According to WorldAtlas, Finland is the biggest coffee consumer in the entire world. The average Finn will consume 12 kg of coffee each year.
whither (not comparable)
(archaic, formal, poetic or literary) To what place.
• This word is unusual in modern usage; (to) where is much more common. It is more often encountered in older works or when used poetically.
• It is also sometimes used as a rhetorical device by journalists and other writers in headlines, with the meaning "What will the future bring for ..."
• Do not confuse with whether or wither.
• Compare to the inanimate pronoun "whereto" which follows the pattern of "preposition + what" or "preposition + which".
• whence
whither (third-person singular simple present whithers, present participle whithering, simple past and past participle whithered)
(intransitive, obsolete, dialectal) To wuther.
Source: Wiktionary
Whith"er, adv. Etym: [OE. whider. AS. hwider; akin to E. where, who; cf. Goth. hvadre whither. See Who, and cf. Hither, Thither.]
1. To what place; -- used interrogatively; as, whither goest thou "Whider may I flee" Chaucer. Sir Valentine, whither away so fast Shak.
2. To what or which place; -- used relatively. That no man should know . . . whither that he went. Chaucer. We came unto the land whither thou sentest us. Num. xiii. 27.
3. To what point, degree, end, conclusion, or design; whereunto; whereto; -- used in a sense not physical. Nor have I . . . whither to appeal. Milton. Any whither, to any place; anywhere. [Obs.] "Any whither, in hope of life eternal." Jer. Taylor.
– No whither, to no place; nowhere. [Obs.] 2 Kings v. 25.
Syn.
– Where.
– Whither, Where. Whither properly implies motion to place, and where rest in a place. Whither is now, however, to a great extent, obsolete, except in poetry, or in compositions of a grave and serious character and in language where precision is required. Where has taken its place, as in the question, "Where are you going"
Source: Webster’s Unabridged Dictionary 1913 Edition
22 February 2025
(noun) the use of closed-class words instead of inflections: e.g., ‘the father of the bride’ instead of ‘the bride’s father’
According to WorldAtlas, Finland is the biggest coffee consumer in the entire world. The average Finn will consume 12 kg of coffee each year.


→ **YOUR INSTRUCTIONS**
State how many lines in the entries below hold the string "Timesheets", and give nothing besides that number.

[Source data]
-*-
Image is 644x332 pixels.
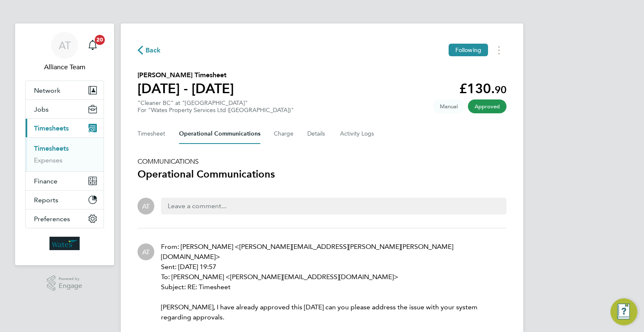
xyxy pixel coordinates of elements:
h2: [PERSON_NAME] Timesheet [137,70,234,80]
a: 20 [84,32,101,59]
button: Engage Resource Center [611,299,637,325]
button: Network [25,81,103,99]
div: Alliance Team [137,198,154,215]
h3: Operational Communications [137,168,507,181]
span: 20 [95,35,105,45]
span: Timesheets [34,124,69,132]
div: For "Wates Property Services Ltd ([GEOGRAPHIC_DATA])" [137,106,294,114]
span: Finance [34,177,57,185]
p: From: [PERSON_NAME] <[PERSON_NAME][EMAIL_ADDRESS][PERSON_NAME][PERSON_NAME][DOMAIN_NAME]> Sent: [... [161,242,507,292]
a: Expenses [34,156,63,164]
span: This timesheet has been approved. [468,99,507,113]
span: AT [142,247,150,257]
h1: [DATE] - [DATE] [137,80,234,97]
span: 90 [495,83,507,96]
button: Following [449,44,488,56]
a: Timesheets [34,145,69,153]
span: This timesheet was manually created. [433,99,465,113]
button: Preferences [25,210,103,228]
a: Powered byEngage [47,275,83,292]
button: Timesheet [137,124,166,144]
button: Charge [274,124,294,144]
button: Activity Logs [340,124,375,144]
span: AT [59,40,71,51]
button: Timesheets Menu [492,44,507,57]
div: Timesheets [25,138,103,171]
span: AT [142,202,150,211]
nav: Main navigation [15,24,114,265]
button: Back [137,45,161,56]
div: "Cleaner BC" at "[GEOGRAPHIC_DATA]" [137,99,294,114]
img: wates-logo-retina.png [49,237,80,250]
app-decimal: £130. [459,81,507,97]
button: Reports [25,191,103,209]
span: Powered by [59,275,82,283]
span: Preferences [34,215,70,223]
span: Network [34,87,60,95]
span: Reports [34,196,58,204]
button: Timesheets [25,119,103,138]
div: Alliance Team [137,243,154,260]
span: Engage [59,283,82,290]
button: Jobs [25,100,103,118]
a: ATAlliance Team [25,32,104,72]
button: Finance [25,172,103,190]
span: Alliance Team [25,62,104,72]
span: Back [145,45,161,56]
button: Details [308,124,327,144]
span: Jobs [34,105,48,113]
span: Following [455,46,482,54]
h5: COMMUNICATIONS [137,157,507,166]
button: Operational Communications [179,124,261,144]
a: Go to home page [25,237,104,250]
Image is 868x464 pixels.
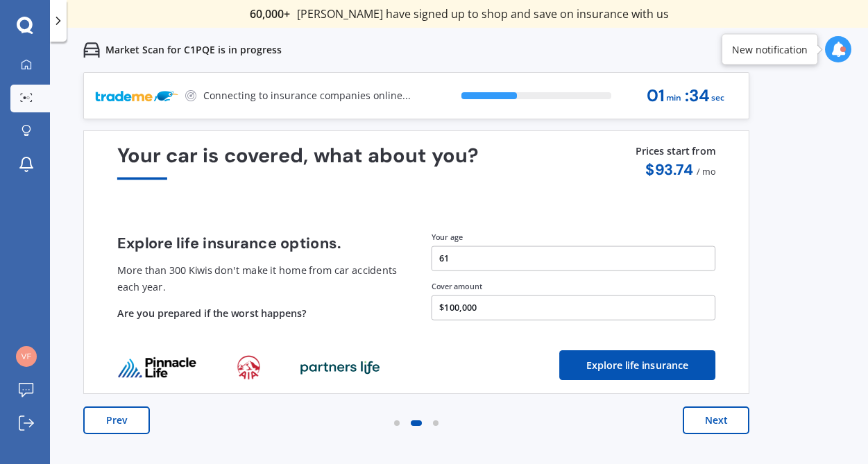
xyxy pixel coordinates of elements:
span: : 34 [685,87,710,106]
button: Explore life insurance [559,350,716,380]
p: Market Scan for C1PQE is in progress [106,43,282,57]
img: life_provider_logo_1 [237,355,260,380]
button: Next [683,406,749,434]
div: New notification [732,42,807,56]
p: Connecting to insurance companies online... [204,89,411,103]
h4: Explore life insurance options. [118,235,401,252]
p: Prices start from [635,144,716,161]
button: Prev [83,406,150,434]
p: More than 300 Kiwis don't make it home from car accidents each year. [118,262,401,296]
span: min [666,89,681,108]
span: / mo [697,166,716,177]
img: 0841b2ad52e9405db387ca07954f6733 [16,346,37,367]
div: Cover amount [432,281,716,292]
span: Are you prepared if the worst happens? [118,306,306,320]
span: sec [711,89,724,108]
div: Your age [432,231,716,242]
img: life_provider_logo_2 [299,360,380,375]
span: 01 [646,87,664,106]
img: life_provider_logo_0 [118,356,197,379]
button: 61 [432,245,716,270]
button: $100,000 [432,296,716,320]
div: Your car is covered, what about you? [118,144,716,180]
span: $ 93.74 [645,159,693,179]
img: car.f15378c7a67c060ca3f3.svg [83,42,100,58]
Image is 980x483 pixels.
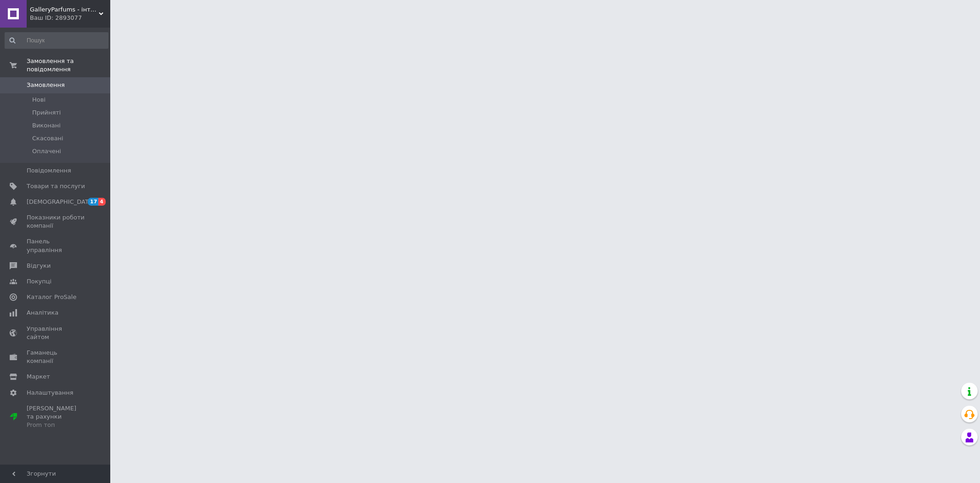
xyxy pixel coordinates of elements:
span: 17 [88,197,99,205]
span: Налаштування [27,388,74,396]
span: Повідомлення [27,166,72,174]
span: 4 [99,197,106,205]
div: Prom топ [27,420,85,429]
span: Товари та послуги [27,182,85,190]
span: Нові [32,96,46,104]
span: Управління сайтом [27,325,85,341]
span: Маркет [27,372,50,380]
span: [DEMOGRAPHIC_DATA] [27,197,95,206]
span: Прийняті [32,109,61,117]
span: Відгуки [27,262,51,270]
div: Ваш ID: 2893077 [30,14,111,22]
span: GalleryParfums - інтернет магазин парфумерії [30,6,99,14]
span: Замовлення [27,81,65,90]
span: Аналітика [27,309,59,317]
span: Виконані [32,121,61,129]
span: Замовлення та повідомлення [27,57,111,74]
span: Каталог ProSale [27,293,77,301]
span: Показники роботи компанії [27,213,85,230]
span: Скасовані [32,134,64,142]
span: Покупці [27,277,52,286]
span: Гаманець компанії [27,349,85,364]
span: [PERSON_NAME] та рахунки [27,404,85,429]
input: Пошук [5,32,109,49]
span: Панель управління [27,237,85,254]
span: Оплачені [32,147,61,155]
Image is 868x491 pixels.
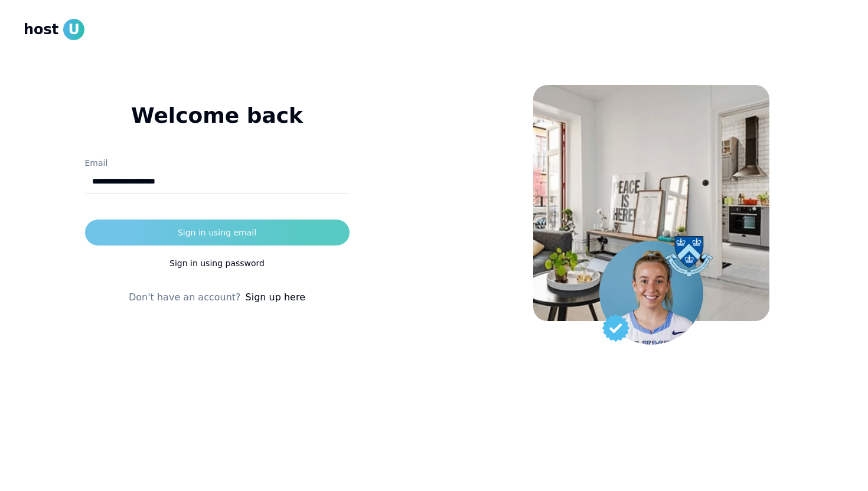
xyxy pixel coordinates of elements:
img: Student [599,240,703,345]
span: U [63,19,85,40]
button: Sign in using email [85,220,350,246]
span: host [24,20,58,39]
img: Columbia university [666,236,713,277]
a: hostU [24,19,85,40]
a: Sign up here [246,290,305,304]
label: Email [85,158,108,167]
h1: Welcome back [85,104,350,128]
span: Don't have an account? [129,290,241,304]
div: Sign in using email [177,227,257,238]
img: House Background [533,85,770,321]
button: Sign in using password [85,251,350,276]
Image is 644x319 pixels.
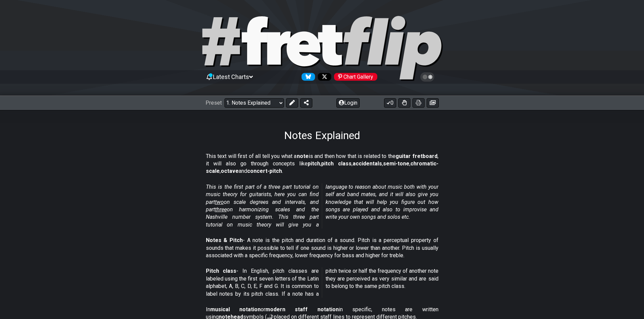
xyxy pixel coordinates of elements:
strong: modern staff notation [265,307,339,312]
strong: pitch [308,160,320,167]
p: This text will first of all tell you what a is and then how that is related to the , it will also... [206,153,438,175]
h1: Notes Explained [284,129,360,142]
strong: Pitch class [206,268,236,274]
a: Follow #fretflip at Bluesky [298,73,315,81]
strong: musical notation [210,307,260,312]
strong: semi-tone [383,160,409,167]
strong: Notes & Pitch [206,237,242,244]
span: Preset [205,100,222,106]
button: Create image [427,98,438,107]
span: Latest Charts [212,74,249,80]
strong: guitar fretboard [395,153,437,160]
span: two [215,199,224,205]
strong: octave [221,168,239,174]
button: Share Preset [300,98,312,107]
button: Toggle Dexterity for all fretkits [398,98,410,107]
button: Print [413,98,424,107]
button: Edit Preset [286,98,298,107]
strong: accidentals [352,160,382,167]
select: Preset [224,98,284,107]
div: Chart Gallery [334,73,377,81]
strong: pitch class [321,160,351,167]
span: three [215,207,227,212]
button: 0 [384,98,396,107]
p: - In English, pitch classes are labeled using the first seven letters of the Latin alphabet, A, B... [206,268,438,298]
p: - A note is the pitch and duration of a sound. Pitch is a perceptual property of sounds that make... [206,236,438,259]
strong: note [297,153,308,160]
span: Toggle light / dark theme [423,74,431,80]
strong: concert-pitch [247,168,282,174]
a: #fretflip at Pinterest [332,73,377,81]
button: Login [336,98,360,107]
a: Follow #fretflip at X [315,73,332,81]
em: This is the first part of a three part tutorial on music theory for guitarists, here you can find... [206,183,438,228]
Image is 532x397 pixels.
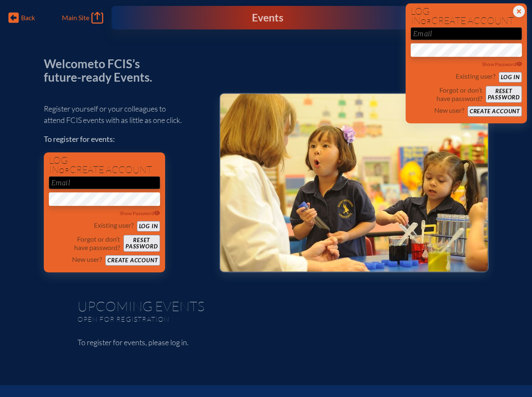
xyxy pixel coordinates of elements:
input: Email [49,176,160,189]
span: Show Password [120,210,160,217]
p: Existing user? [456,72,495,80]
input: Email [411,28,522,40]
p: Forgot or don’t have password? [411,86,482,102]
img: Events [220,94,487,272]
span: Main Site [62,13,89,22]
button: Log in [499,72,522,83]
button: Create account [105,255,159,266]
span: Show Password [482,61,522,67]
p: To register for events: [44,134,206,145]
span: or [421,17,431,26]
button: Log in [137,221,160,231]
p: Forgot or don’t have password? [49,235,121,252]
p: Register yourself or your colleagues to attend FCIS events with as little as one click. [44,103,206,126]
div: FCIS Events — Future ready [202,13,330,23]
h1: Upcoming Events [77,299,455,313]
button: Create account [468,106,522,117]
p: Open for registration [77,315,300,323]
a: Main Site [62,12,103,23]
p: Welcome to FCIS’s future-ready Events. [44,57,162,84]
span: Back [21,13,35,22]
p: Existing user? [94,221,134,230]
button: Resetpassword [124,235,159,252]
h1: Log in create account [411,7,522,26]
p: New user? [434,106,464,115]
span: or [59,166,70,174]
p: To register for events, please log in. [77,337,455,348]
button: Resetpassword [486,86,522,102]
h1: Log in create account [49,156,160,174]
p: New user? [72,255,102,263]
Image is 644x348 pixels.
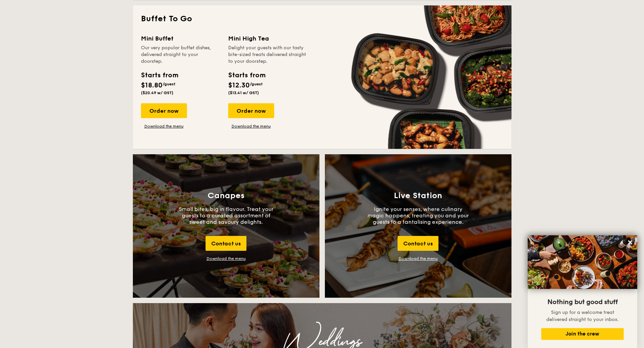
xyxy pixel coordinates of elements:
[141,104,187,118] div: Order now
[229,81,250,90] span: $12.30
[229,34,307,43] div: Mini High Tea
[207,191,245,201] h3: Canapes
[367,206,469,226] p: Ignite your senses, where culinary magic happens, treating you and your guests to a tantalising e...
[250,81,263,86] span: /guest
[528,235,638,289] img: DSC07876-Edit02-Large.jpeg
[541,328,624,340] button: Join the crew
[141,45,220,65] div: Our very popular buffet dishes, delivered straight to your doorstep.
[399,256,438,261] a: Download the menu
[547,310,619,323] span: Sign up for a welcome treat delivered straight to your inbox.
[141,124,187,129] a: Download the menu
[192,336,452,348] div: Weddings
[398,236,439,251] div: Contact us
[141,91,173,95] span: ($20.49 w/ GST)
[176,206,277,226] p: Small bites, big in flavour. Treat your guests to a curated assortment of sweet and savoury delig...
[141,34,220,43] div: Mini Buffet
[229,45,307,65] div: Delight your guests with our tasty bite-sized treats delivered straight to your doorstep.
[229,104,274,118] div: Order now
[141,70,178,80] div: Starts from
[394,191,442,201] h3: Live Station
[163,81,176,86] span: /guest
[229,91,259,95] span: ($13.41 w/ GST)
[141,13,504,24] h2: Buffet To Go
[229,70,265,80] div: Starts from
[206,256,246,261] div: Download the menu
[141,81,163,90] span: $18.80
[547,298,618,306] span: Nothing but good stuff
[206,236,246,251] div: Contact us
[625,237,636,248] button: Close
[229,124,274,129] a: Download the menu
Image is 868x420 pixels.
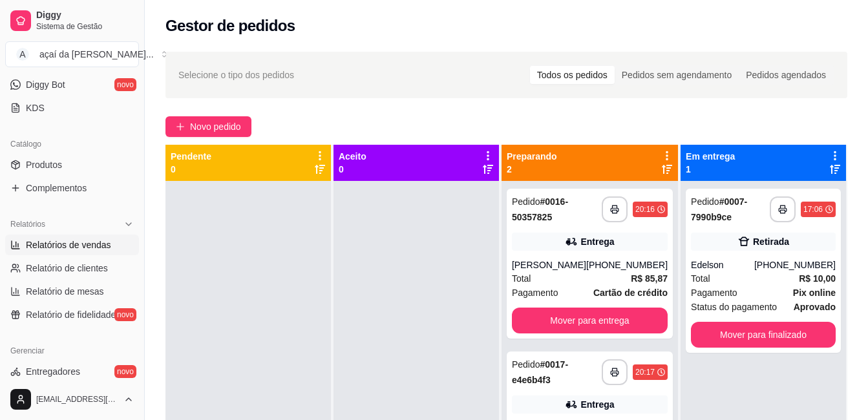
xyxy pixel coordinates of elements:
[593,287,668,298] strong: Cartão de crédito
[5,134,139,155] div: Catálogo
[691,196,747,222] strong: # 0007-7990b9ce
[691,322,836,347] button: Mover para finalizado
[10,219,45,229] span: Relatórios
[512,258,586,272] div: [PERSON_NAME]
[26,78,66,91] span: Diggy Bot
[178,67,294,82] span: Selecione o tipo dos pedidos
[507,163,557,175] p: 2
[190,120,241,134] span: Novo pedido
[691,299,777,314] span: Status do pagamento
[5,340,139,361] div: Gerenciar
[793,287,836,298] strong: Pix online
[615,66,739,84] div: Pedidos sem agendamento
[26,238,111,251] span: Relatórios de vendas
[5,383,139,415] button: [EMAIL_ADDRESS][DOMAIN_NAME]
[512,272,531,285] span: Total
[36,22,134,31] span: Sistema de Gestão
[5,41,139,67] button: Select a team
[5,257,139,278] a: Relatório de clientes
[631,273,668,283] strong: R$ 85,87
[5,304,139,325] a: Relatório de fidelidadenovo
[512,359,568,385] strong: # 0017-e4e6b4f3
[739,66,833,84] div: Pedidos agendados
[5,361,139,381] a: Entregadoresnovo
[753,235,790,248] div: Retirada
[636,204,655,214] div: 20:16
[686,163,735,175] p: 1
[691,258,755,272] div: Edelson
[755,258,836,272] div: [PHONE_NUMBER]
[512,196,540,207] span: Pedido
[586,258,668,272] div: [PHONE_NUMBER]
[26,285,104,298] span: Relatório de mesas
[166,15,295,36] h2: Gestor de pedidos
[26,158,62,171] span: Produtos
[691,196,719,207] span: Pedido
[171,150,212,163] p: Pendente
[166,116,251,137] button: Novo pedido
[686,150,735,163] p: Em entrega
[26,102,45,114] span: KDS
[691,285,737,299] span: Pagamento
[512,359,540,370] span: Pedido
[339,163,366,175] p: 0
[512,196,568,222] strong: # 0016-50357825
[5,235,139,255] a: Relatórios de vendas
[5,97,139,118] a: KDS
[530,66,615,84] div: Todos os pedidos
[691,272,710,285] span: Total
[5,75,139,95] a: Diggy Botnovo
[794,301,836,312] strong: aprovado
[581,235,614,248] div: Entrega
[799,273,836,283] strong: R$ 10,00
[512,308,668,333] button: Mover para entrega
[339,150,366,163] p: Aceito
[36,10,134,22] span: Diggy
[40,48,154,60] div: açaí da [PERSON_NAME] ...
[16,48,29,60] span: A
[26,262,108,274] span: Relatório de clientes
[26,308,116,321] span: Relatório de fidelidade
[26,182,86,194] span: Complementos
[507,150,557,163] p: Preparando
[512,285,558,299] span: Pagamento
[5,177,139,198] a: Complementos
[581,398,614,411] div: Entrega
[5,5,139,36] a: DiggySistema de Gestão
[26,365,80,378] span: Entregadores
[636,367,655,377] div: 20:17
[36,394,118,404] span: [EMAIL_ADDRESS][DOMAIN_NAME]
[171,163,212,175] p: 0
[5,281,139,301] a: Relatório de mesas
[803,204,823,214] div: 17:06
[5,155,139,175] a: Produtos
[176,122,185,131] span: plus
-*-
→ **WORKED SOLUTION**
5